[Saved entries]
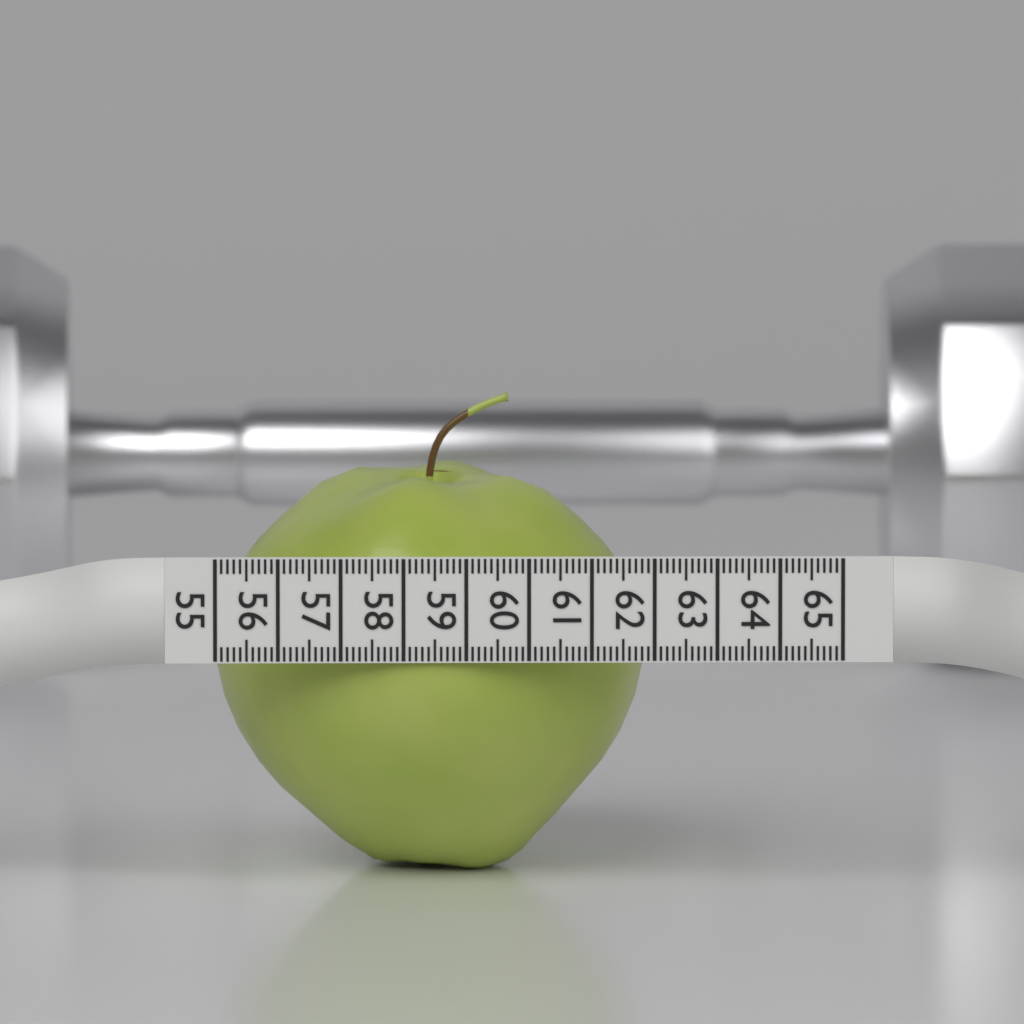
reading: 61.9 (no unit)
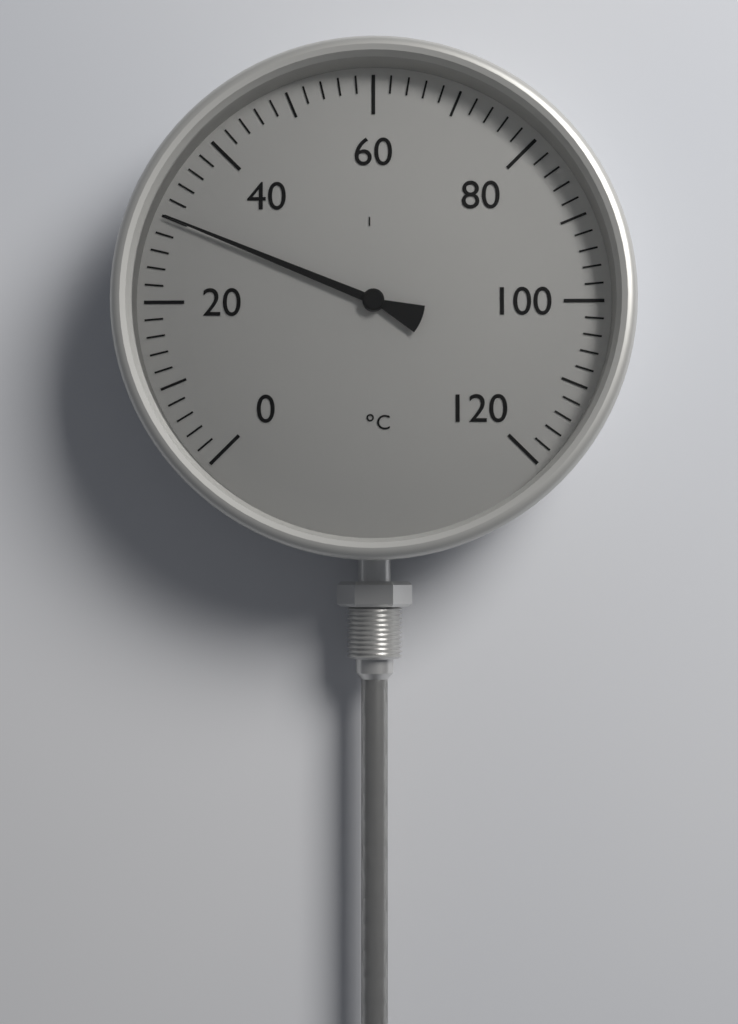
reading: 30 °C
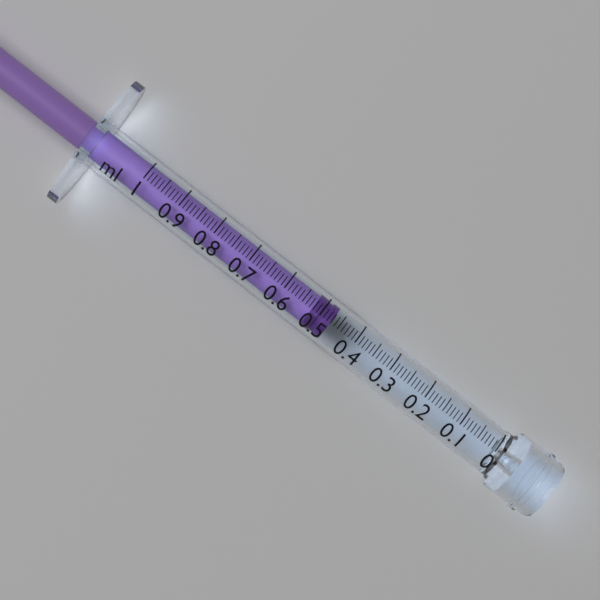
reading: 0.47 ml
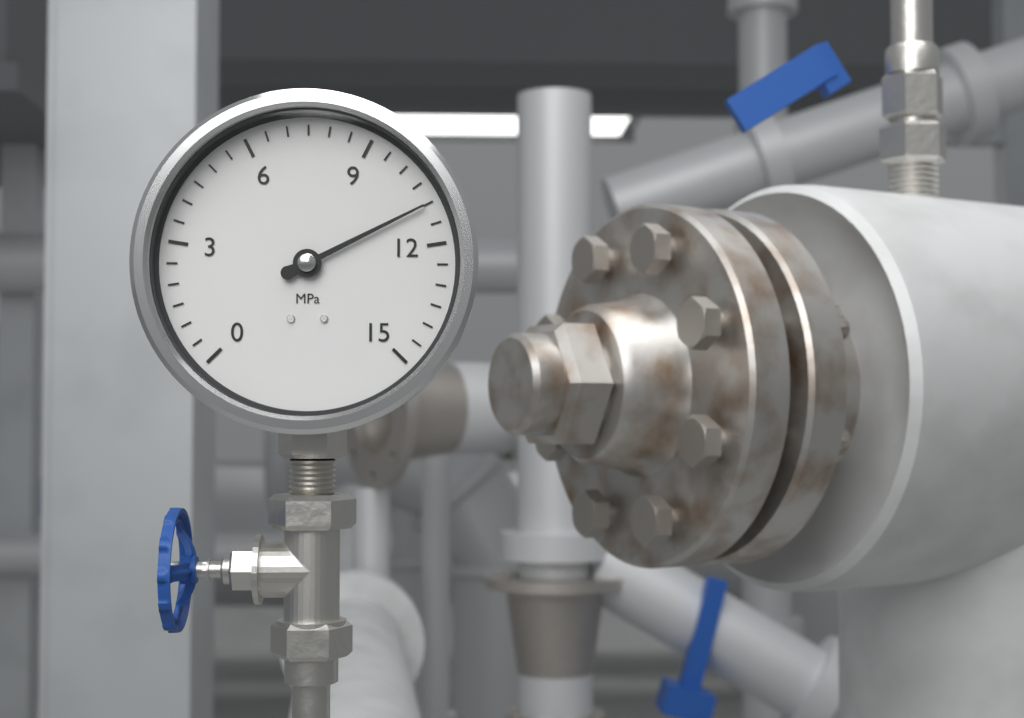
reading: 11.0 MPa
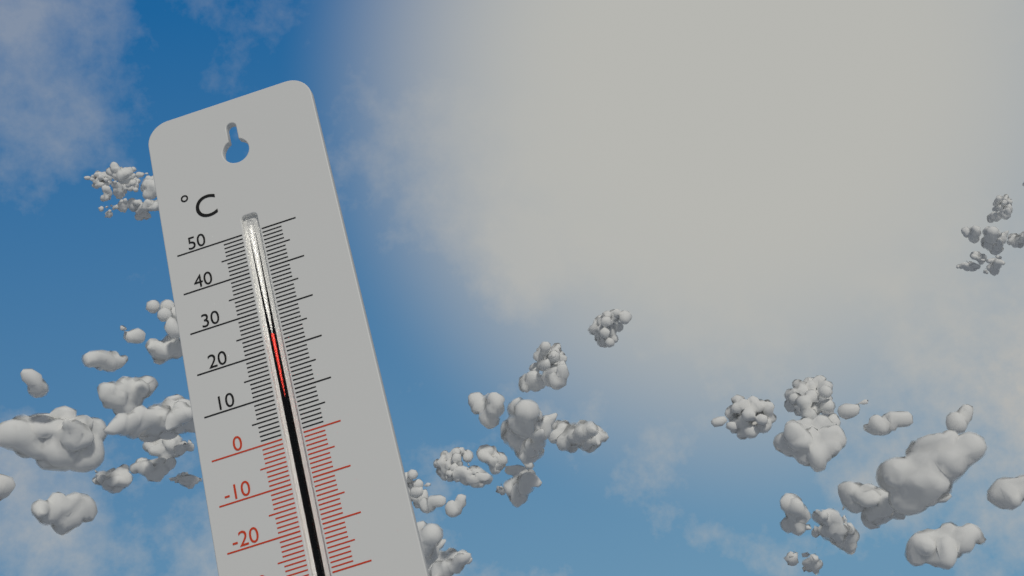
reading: 24 °C
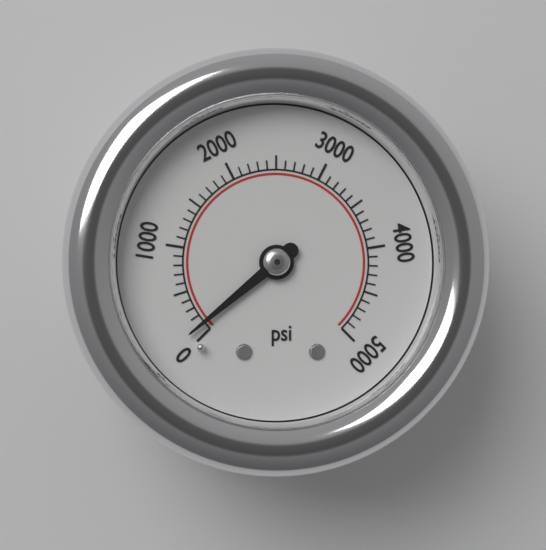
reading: 100 psi
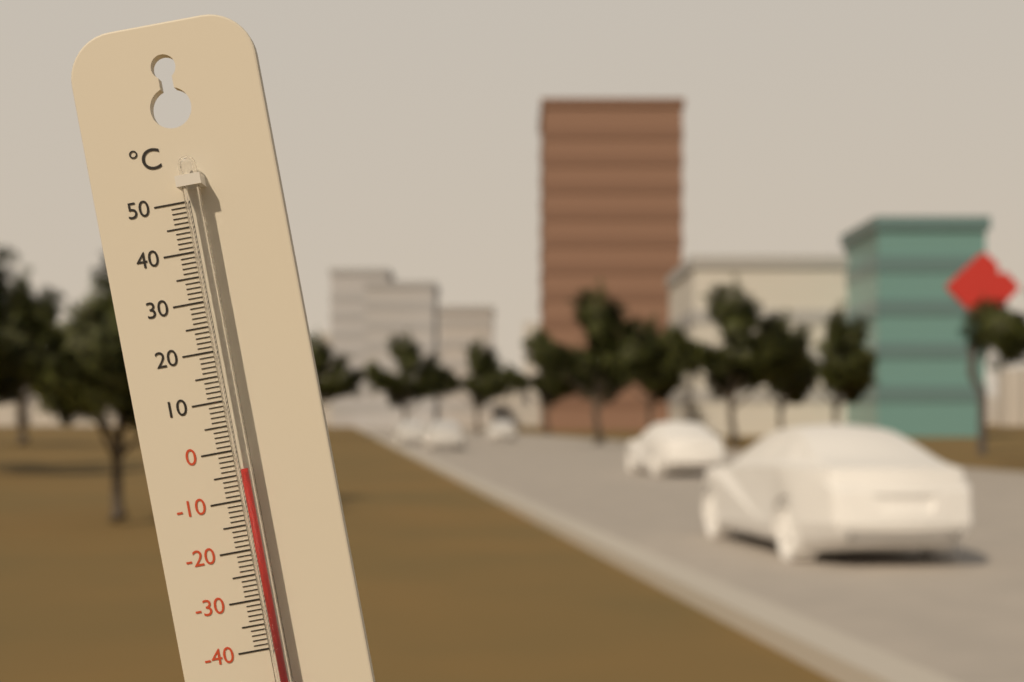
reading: -4 °C
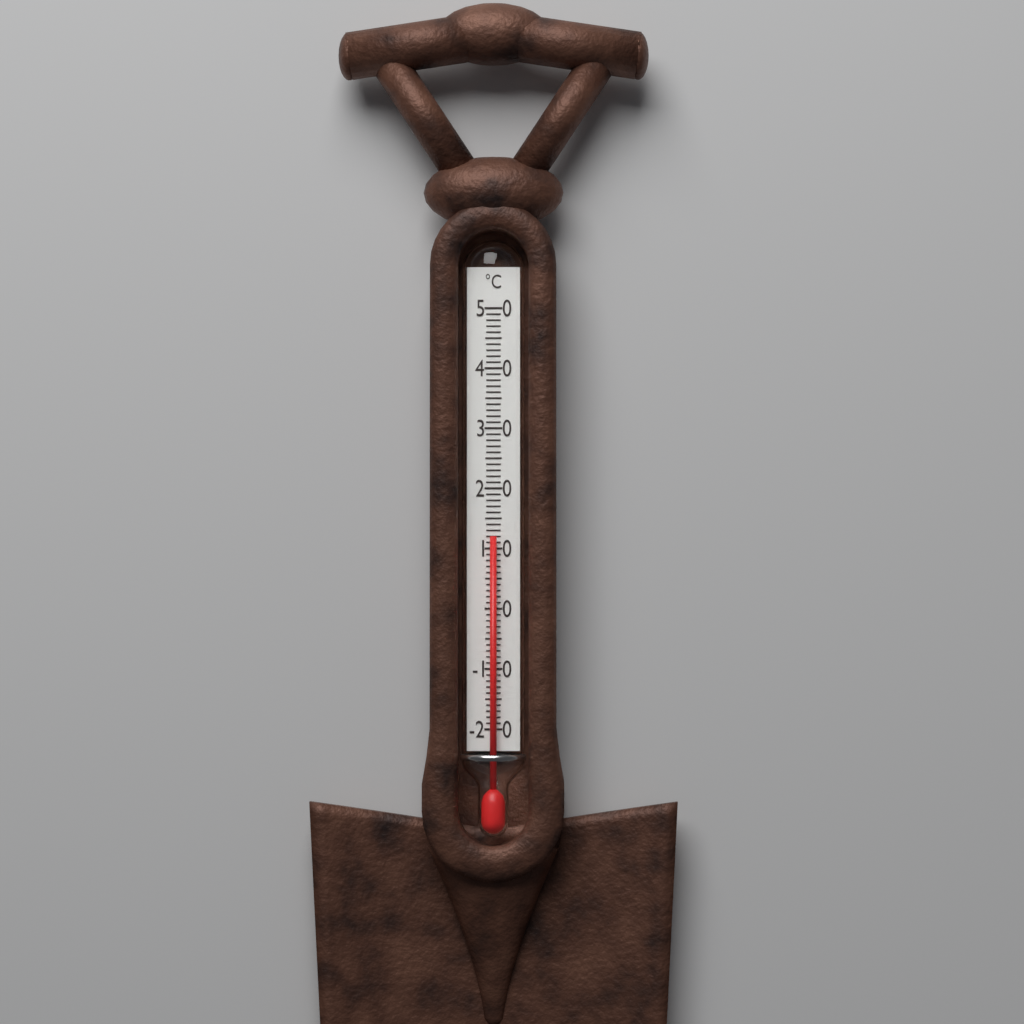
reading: 12 °C
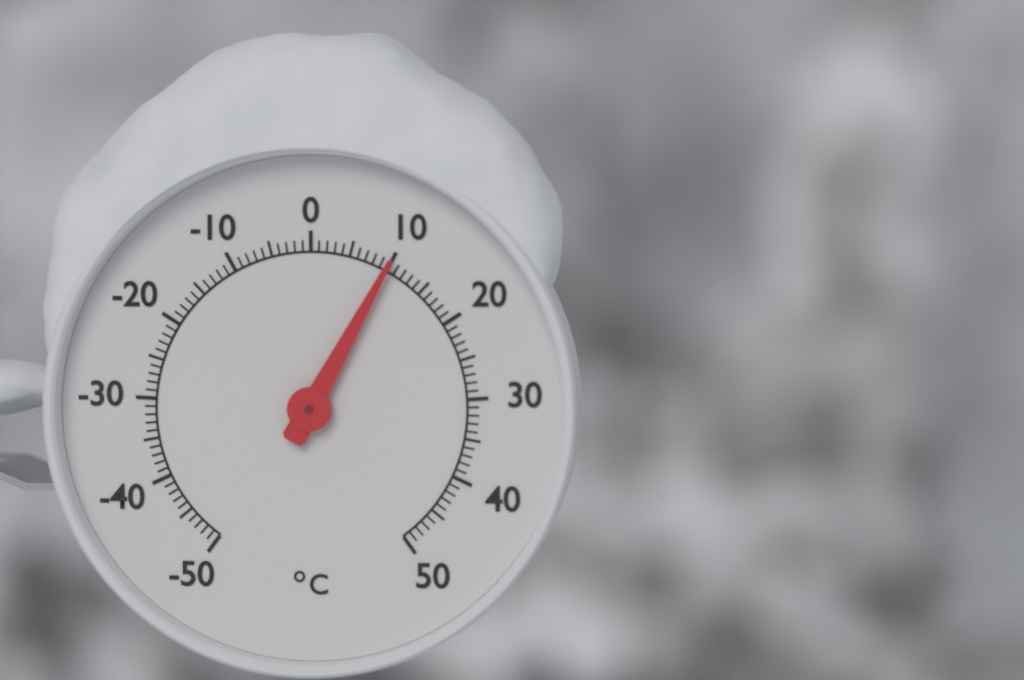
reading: 10 °C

* _Exercise description_: What the answer must hold: all the data above, given again exactly, without pictures.

* _Response_:
reading: 61.9 (no unit)
reading: 30 °C
reading: 0.47 ml
reading: 11.0 MPa
reading: 24 °C
reading: 100 psi
reading: -4 °C
reading: 12 °C
reading: 10 °C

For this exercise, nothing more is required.